I'll get to the technicalities below, but first let me point out
once more the fundamental flaw in (and the overall irrelevance
of) Ajit's line of argument. As I've shown, simultaneous
valuation implies that surplus-labor isn't necessary and
sufficient for profit to exist. Moreover, no one disputes this.
Simultaneist interpretations of Marx's value theory are therefore
incompatible with his theory of the origin of profit. A choice
must be made.
In order to try to evade this choice, Ajit is trying to impose
extraneous conditions (first, equal profit rates, and now, no
negative net products). By employing such strategems, one can
certainly ensure that profit is positive if surplus-labor is
positive, and vice-versa. But, as I've noted already, this
simply does NOT imply that surplus-labor is necessary and
sufficient for positive profit. Rather, surplus-labor TOGETHER
WITH the extraneous conditions are necessary and sufficient for
profit.
That's something very different. That someone is an adult is
neither a necessary condition nor a sufficient condition for that
person to be female. If, however, I impose the extraneous
condition that the person is also a woman, then this condition
TOGETHER WITH the person's adult-ness is both necessary and
sufficient for the person to be female.
In any case, I'm happy to see that he has abandoned his objection
to my use of market prices to test the implications of theorems
that deal with profits under market prices.
Now to the technicalities. Ajit writes:
"First of all, in the example you give below, the production
price ratio of
the two commodities is not 1:1 as you suggest, but it is: the
price of
bread in terms of wheat is equal to 1.00009."
No, this is wrong. I suggest that Ajit re-check his figures.
Ajit:
"In both the examples, that is the example in this post as well
as the
earlier one, your given systems are irreproducible, and that's
the source
of your results."
If "irreproducible" means that a negative net product of some
good is produced, this is correct. That is indeed the source of
my results.
If, however, "irreproducible" means that an economy could not
reproduce itself in the long run if it had the technical
coefficients implicit in the example, the statement is false.
Ajit:
"For example, in your earlier example, the system needs 104
units of wheat for simple reproduction but produces only 101
units of
wheat. The system cannot go on reproducing itself. Similarly, in
your
current example your system needs 20,000 units of wheat as input
but
produces only 10001 units of wheat (I have scaled down your first
equation
by 100 to make it clear--in your original example it will take a
bit longer
time for the wheat sector to wind down to nothing)."

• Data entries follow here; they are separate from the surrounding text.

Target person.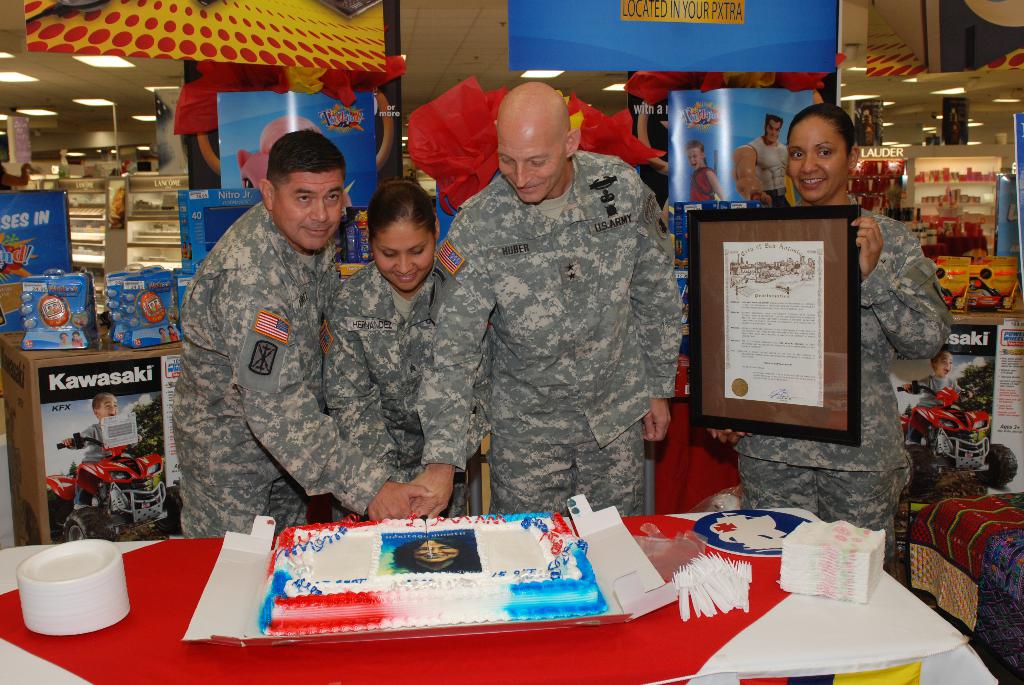
Target region: (x1=317, y1=171, x2=477, y2=514).
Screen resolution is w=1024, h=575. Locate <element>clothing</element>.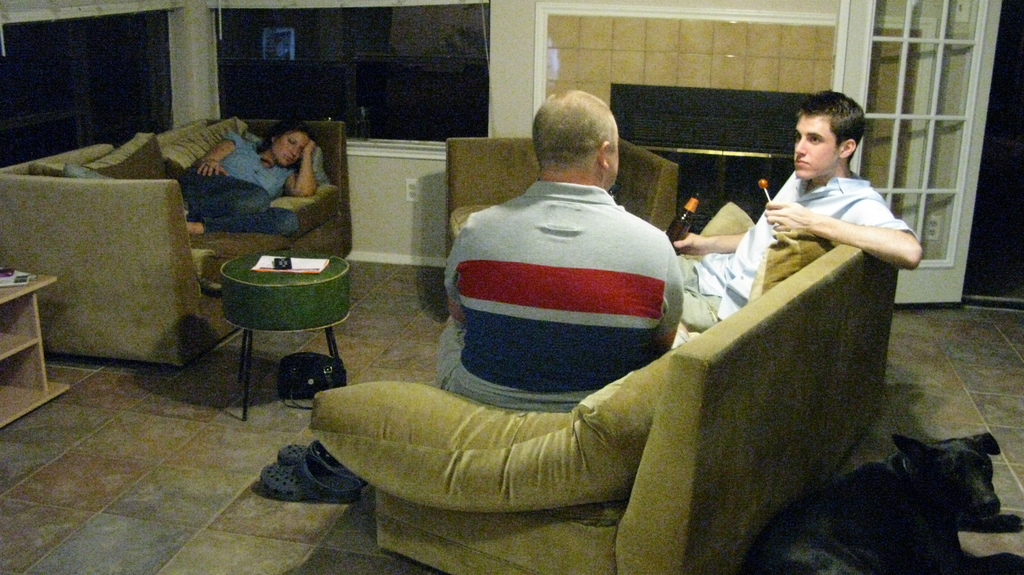
{"x1": 672, "y1": 169, "x2": 920, "y2": 335}.
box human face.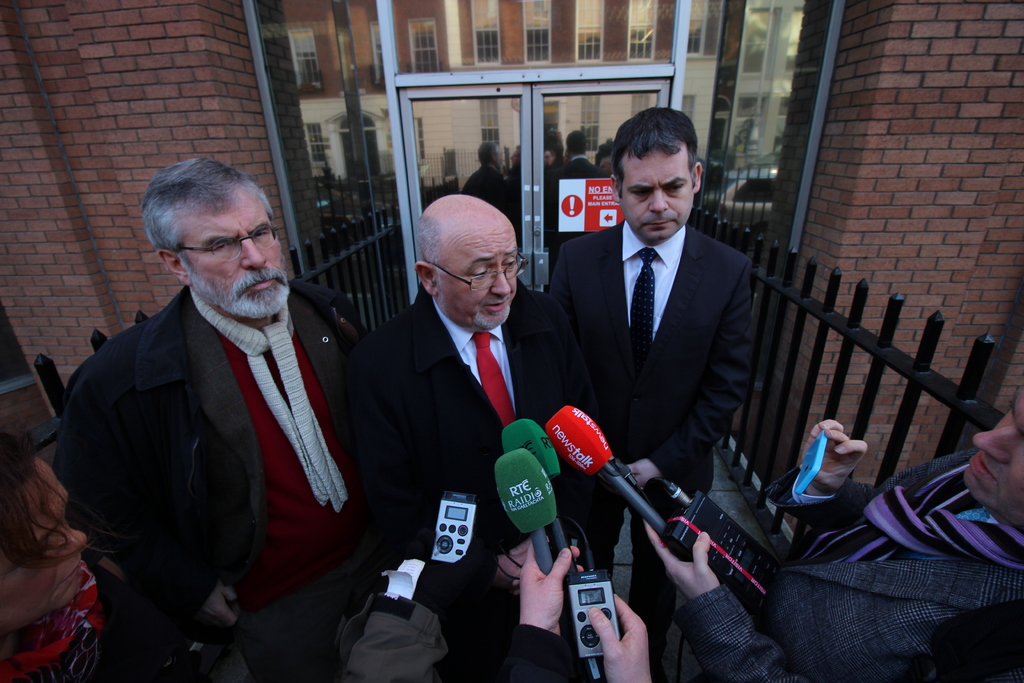
<box>961,394,1023,527</box>.
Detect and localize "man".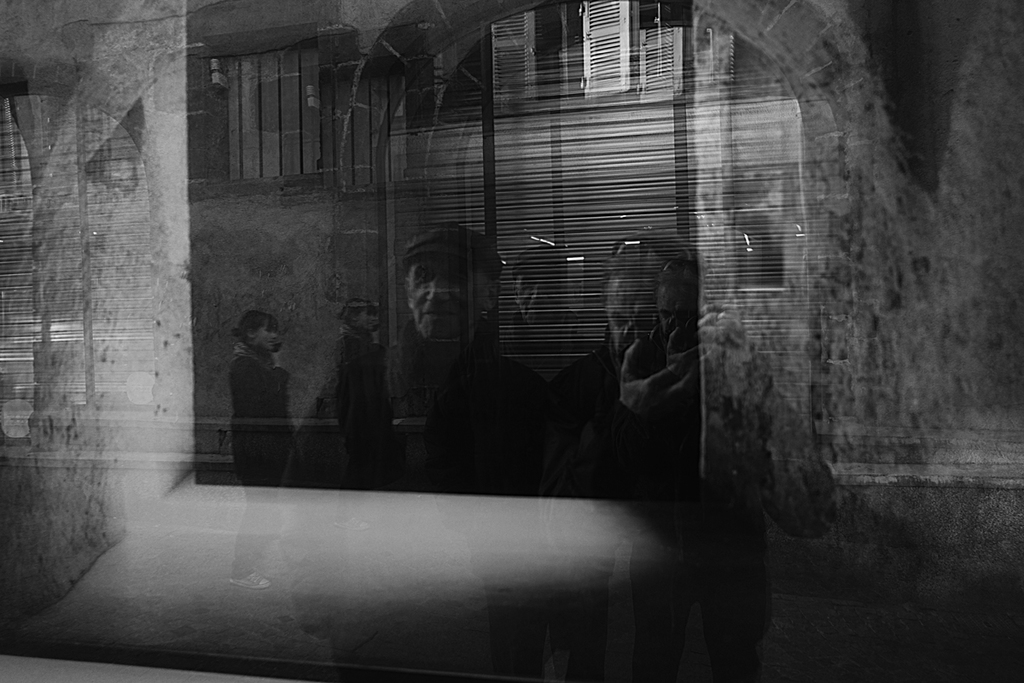
Localized at region(553, 229, 839, 682).
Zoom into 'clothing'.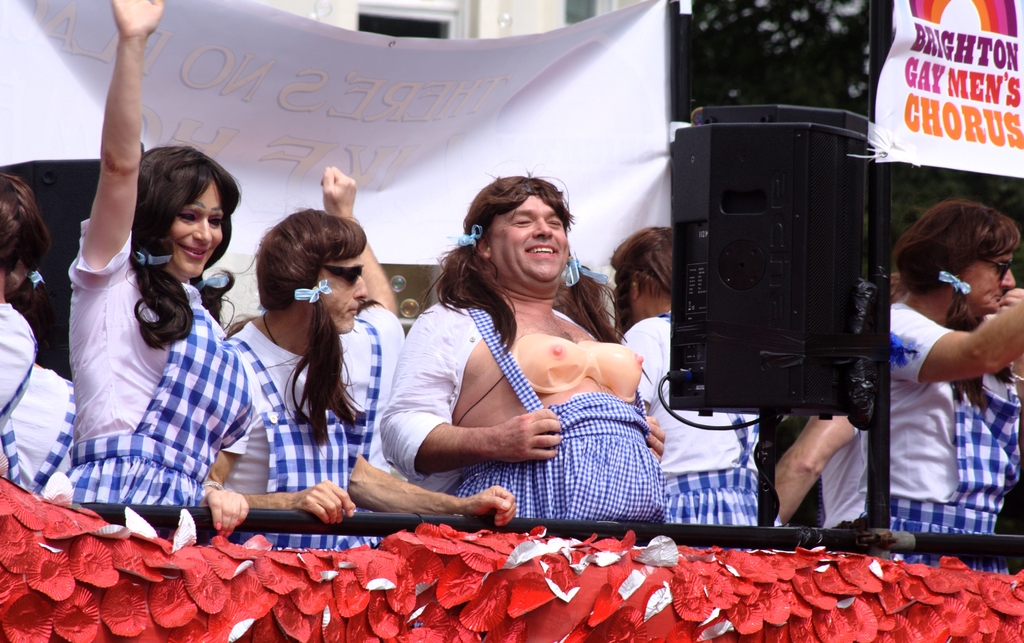
Zoom target: 3/360/78/505.
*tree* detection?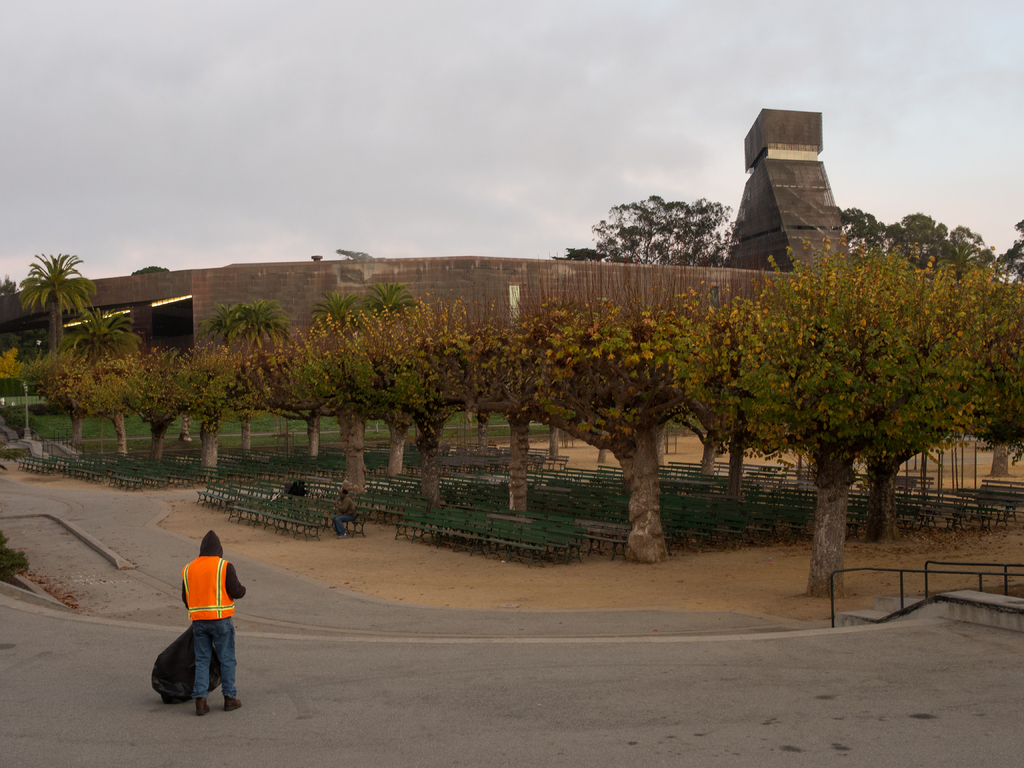
(833,198,1023,279)
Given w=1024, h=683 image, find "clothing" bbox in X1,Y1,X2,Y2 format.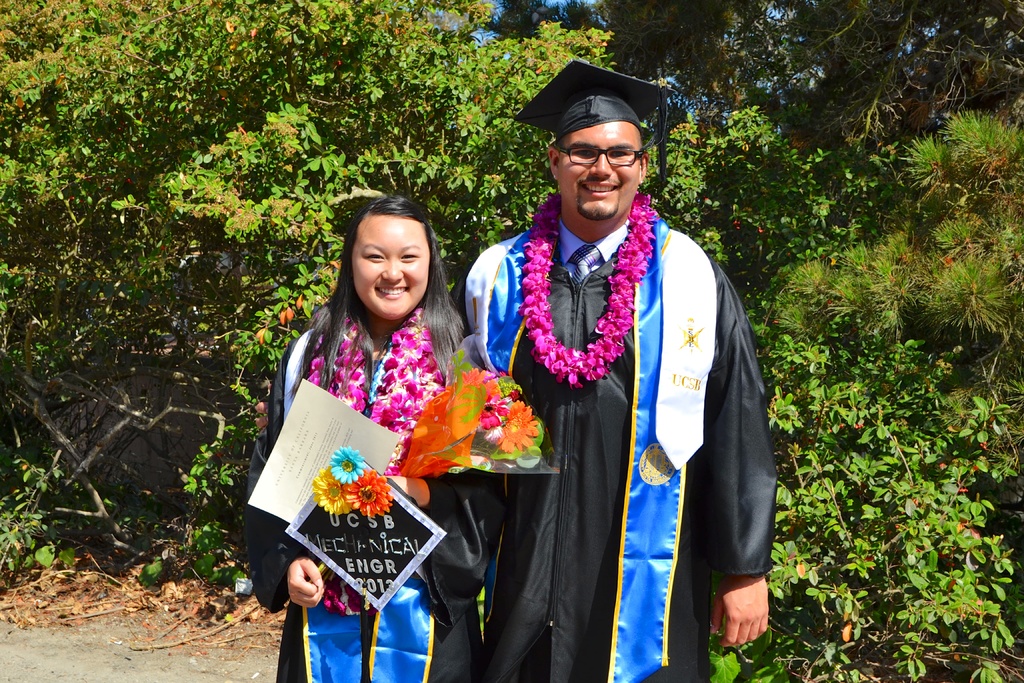
270,306,473,682.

Again, this is false. Simple or expanded reproduction on the
basis of the technical coefficients implicit in the example is
quite possible.
I have already posted an example in which some net product is
negative in each and every period, yet expanded reproduction
occurs indefinitely. Although surplus-labor is always positive
in the example, "profit" as defined by simultaneism is negative
in each period. Moreover, the percentage deviation of prices
from production prices is always very small.
Ajit:
"Nobody works out properties of an economic system which is
structurally irreproducible."
Well, again it depends on what is meant by "irreproducible." The
economy of my example is perfectly capable of reproduction in the
long run. Some net products are negative, but I would hope that
people would find it important to work out the properties of such
economic systems, because ALL (actual) economic systems produce
some negative net products.
And even were Ajit right that reproduction requires all-positive
net products, this would still be an evasion of the question at
hand -- the necessity and sufficiency of surplus-labor for
positive profit. Again, if "reproducibility" must be smuggled
in, in order for positive profit and positive surplus-labor to
coincide, then surplus-labor itself isn't necessary or sufficient
for positive profit. In contrast, the TSS interpretation of
Marx's value theory implies that -- under completely general
conditions, no strings attached -- surplus-labor is indeed
necessary and sufficient for (real) profit to be positive.
Your choice.
Andrew ("Drewk") Kliman Home:
Dept. of Social Sciences 60 W. 76th St., #4E
Pace University New York, NY 10023
Pleasantville, NY 10570
(914) 773-3951 Andrew_Kliman@msn.com
"... the *practice* of philosophy is itself *theoretical.* It is
the *critique* that measures the individual existence by the
essence, the particular reality by the Idea." -- K.M.